Many civil liberties advocates are concerned that the propagation of biometrics in mobile devices may acclimatize citizens to the idea of biometrics being used by governments, ultimately leading to Orwellian outcomes. That’s a reasonable concern, but that’s not something Apple itself can address other than by advocating for client-based (versus server-based) biometric solutions. Already, fingerprint biometrics have been deployed in Japan in ATMs for over a decade, iris biometrics have been deployed in India for over one billion users, and the customs agencies globally already use fingerprints and photos to identify travelers at the border. It’s not clear that Apple Face ID will significantly accelerate government biometric adoption beyond its current pace.
If anything, Apple has set a high bar for biometric systems that is being emulated by Android and by Android OEMs. Even the US National Institute for Standards and Technology (NIST) has indicated that client-side comparison of biometrics is preferred in Special Publication 800-63B.
Recommendation: Focus on the Positives
It may not be perfect, but Face ID continues the trend of biometrics delivering both better security and increased usability. That’s a good thing.
Increased Protection of Devices by Default
For all the potential pitfalls of Face ID, it’s important to realize how it continues the trend of improving the vast majority of users’ security. Before Touch ID, only a small percentage of users employed PINs to protect their devices; anyone could lift a device, and have full access to your device and its data. After Touch ID devices had available for a year, 89% of users with Touch ID-enabled devices protected their device against this attack. Face ID will probably only improve this.

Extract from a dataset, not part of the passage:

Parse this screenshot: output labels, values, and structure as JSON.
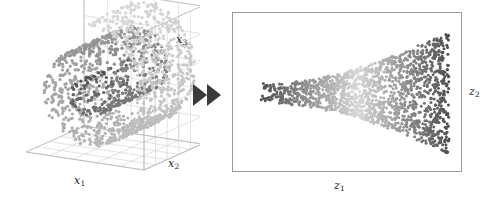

Reduced Reliance on Passwords
Touch ID and Face ID open the possibility of moving away from passwords, the toxic waste of online security. For most people, the worry is not that a twin with access to their device will be able to bypass Face ID, but rather a remote attacker who compromises Yahoo will be able to recover millions of users’ passwords and use it to access other accounts (because users typically reuse their password everywhere). By moving towards authentication standards like FIDO that can leverage Touch ID or Face ID to protect online accounts against remote and scalable attacks, we’re dramatically strengthening the defenses that attackers must overcome to compromise our accounts.